Tinner Hill is an historic area of Falls Church, Virginia, named after Charles and Mary Tinner, an African-American couple who bought land there in the late 19th century. Family members quarried stone used in many buildings nearby. Between 1910 and 1918, their descendant Joseph Tinner and Edwin Bancroft Henderson fought for civil rights and helped found the first rural branch of the National Association for the Advancement of Colored People.
In 1915, Joseph Tinner and Dr. Edwin B. Henderson (already a NAACP member in Washington D.C. and who had spent summers with his grandmother in this area before moving there with his wife in 1910) organized the Colored Citizens Protective League (CCPL). This responded to a new Falls Church town mandating residential racial segregation, as allowed pursuant to legislation passed by the Virginia General Assembly in 1912. Falls Church wanted to restrict African-Americans to the area south of Fairfax Street, Liberty and Douglass Avenues, which according to a special survey had 53 colored and 8 white residents, while 1,212 white and 113 colored residents lived in the rest of the town. The CCPL filed a lawsuit to block enforcement, and were successful in the Supreme Court of Virginia. However, educational segregation persisted, and Henderson later recalled that Falls Church soon ceded the area to Fairfax County (according to him to eliminate them as potential Republican voters). In 1917 the U.S. Supreme Court decided Buchanan v. Warley, blocking similar state residential segregation laws.
In addition to engaging in a letter writing campaign against the ordinance, Dr. Henderson requested a charter for a local branch of the NAACP, although the first six branches since the NAACP's founding in 1909 were all in cities. The NAACP first allowed the CCPL to operate a standing committee. In 1918, the NAACP granted the CCPL a charter which allowed it to form the Falls Church and Vicinity NAACP. The first rural branch had about 40 members and 8 officers, including Tinner as the first president, and Henderson as secretary. In 1944 the NAACP issued the branch a new charter as the "Fairfax County Branch."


■ Aim of the task ■
Reproduce the whole listing, character for character.

Input material: Begin

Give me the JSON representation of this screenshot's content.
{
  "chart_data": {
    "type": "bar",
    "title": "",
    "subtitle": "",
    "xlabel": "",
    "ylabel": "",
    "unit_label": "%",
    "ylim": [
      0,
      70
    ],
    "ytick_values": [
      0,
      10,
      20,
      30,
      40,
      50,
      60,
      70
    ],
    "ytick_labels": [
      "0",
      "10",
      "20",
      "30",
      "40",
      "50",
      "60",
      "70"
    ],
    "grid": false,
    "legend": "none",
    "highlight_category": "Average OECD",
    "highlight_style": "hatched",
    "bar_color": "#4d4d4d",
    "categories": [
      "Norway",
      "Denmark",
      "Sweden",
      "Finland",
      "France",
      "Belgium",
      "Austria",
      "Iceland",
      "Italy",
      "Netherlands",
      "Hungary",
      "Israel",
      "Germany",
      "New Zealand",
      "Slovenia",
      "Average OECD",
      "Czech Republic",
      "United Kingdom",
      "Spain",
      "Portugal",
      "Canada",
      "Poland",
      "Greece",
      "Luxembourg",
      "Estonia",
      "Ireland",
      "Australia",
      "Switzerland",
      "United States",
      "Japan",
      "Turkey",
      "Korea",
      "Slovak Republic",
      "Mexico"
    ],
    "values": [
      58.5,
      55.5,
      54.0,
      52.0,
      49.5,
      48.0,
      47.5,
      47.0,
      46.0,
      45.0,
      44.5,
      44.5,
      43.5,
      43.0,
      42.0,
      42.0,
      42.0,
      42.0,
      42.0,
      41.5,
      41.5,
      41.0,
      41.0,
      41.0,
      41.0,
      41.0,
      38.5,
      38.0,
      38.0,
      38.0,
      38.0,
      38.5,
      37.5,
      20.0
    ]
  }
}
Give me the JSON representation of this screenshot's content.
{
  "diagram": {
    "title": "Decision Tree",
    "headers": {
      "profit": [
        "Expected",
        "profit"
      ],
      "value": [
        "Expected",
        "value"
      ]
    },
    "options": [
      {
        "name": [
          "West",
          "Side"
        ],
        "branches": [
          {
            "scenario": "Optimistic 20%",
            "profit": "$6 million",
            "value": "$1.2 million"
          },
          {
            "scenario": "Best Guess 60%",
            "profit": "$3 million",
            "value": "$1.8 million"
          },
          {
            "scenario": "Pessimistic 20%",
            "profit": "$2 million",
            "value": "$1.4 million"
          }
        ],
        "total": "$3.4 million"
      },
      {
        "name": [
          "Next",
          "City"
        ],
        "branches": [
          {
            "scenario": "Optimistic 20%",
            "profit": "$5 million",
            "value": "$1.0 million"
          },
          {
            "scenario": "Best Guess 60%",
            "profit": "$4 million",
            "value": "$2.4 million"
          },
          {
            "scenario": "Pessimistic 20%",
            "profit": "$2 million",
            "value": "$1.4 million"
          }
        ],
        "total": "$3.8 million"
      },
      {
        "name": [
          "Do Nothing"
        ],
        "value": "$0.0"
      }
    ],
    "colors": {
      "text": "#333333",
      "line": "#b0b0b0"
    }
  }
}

Input material: End

■ Output below ■
Give me the JSON representation of this screenshot's content.
{
  "chart_data": {
    "type": "bar",
    "title": "",
    "subtitle": "",
    "xlabel": "",
    "ylabel": "",
    "unit_label": "%",
    "ylim": [
      0,
      70
    ],
    "ytick_values": [
      0,
      10,
      20,
      30,
      40,
      50,
      60,
      70
    ],
    "ytick_labels": [
      "0",
      "10",
      "20",
      "30",
      "40",
      "50",
      "60",
      "70"
    ],
    "grid": false,
    "legend": "none",
    "highlight_category": "Average OECD",
    "highlight_style": "hatched",
    "bar_color": "#4d4d4d",
    "categories": [
      "Norway",
      "Denmark",
      "Sweden",
      "Finland",
      "France",
      "Belgium",
      "Austria",
      "Iceland",
      "Italy",
      "Netherlands",
      "Hungary",
      "Israel",
      "Germany",
      "New Zealand",
      "Slovenia",
      "Average OECD",
      "Czech Republic",
      "United Kingdom",
      "Spain",
      "Portugal",
      "Canada",
      "Poland",
      "Greece",
      "Luxembourg",
      "Estonia",
      "Ireland",
      "Australia",
      "Switzerland",
      "United States",
      "Japan",
      "Turkey",
      "Korea",
      "Slovak Republic",
      "Mexico"
    ],
    "values": [
      58.5,
      55.5,
      54.0,
      52.0,
      49.5,
      48.0,
      47.5,
      47.0,
      46.0,
      45.0,
      44.5,
      44.5,
      43.5,
      43.0,
      42.0,
      42.0,
      42.0,
      42.0,
      42.0,
      41.5,
      41.5,
      41.0,
      41.0,
      41.0,
      41.0,
      41.0,
      38.5,
      38.0,
      38.0,
      38.0,
      38.0,
      38.5,
      37.5,
      20.0
    ]
  }
}
Give me the JSON representation of this screenshot's content.
{
  "diagram": {
    "title": "Decision Tree",
    "headers": {
      "profit": [
        "Expected",
        "profit"
      ],
      "value": [
        "Expected",
        "value"
      ]
    },
    "options": [
      {
        "name": [
          "West",
          "Side"
        ],
        "branches": [
          {
            "scenario": "Optimistic 20%",
            "profit": "$6 million",
            "value": "$1.2 million"
          },
          {
            "scenario": "Best Guess 60%",
            "profit": "$3 million",
            "value": "$1.8 million"
          },
          {
            "scenario": "Pessimistic 20%",
            "profit": "$2 million",
            "value": "$1.4 million"
          }
        ],
        "total": "$3.4 million"
      },
      {
        "name": [
          "Next",
          "City"
        ],
        "branches": [
          {
            "scenario": "Optimistic 20%",
            "profit": "$5 million",
            "value": "$1.0 million"
          },
          {
            "scenario": "Best Guess 60%",
            "profit": "$4 million",
            "value": "$2.4 million"
          },
          {
            "scenario": "Pessimistic 20%",
            "profit": "$2 million",
            "value": "$1.4 million"
          }
        ],
        "total": "$3.8 million"
      },
      {
        "name": [
          "Do Nothing"
        ],
        "value": "$0.0"
      }
    ],
    "colors": {
      "text": "#333333",
      "line": "#b0b0b0"
    }
  }
}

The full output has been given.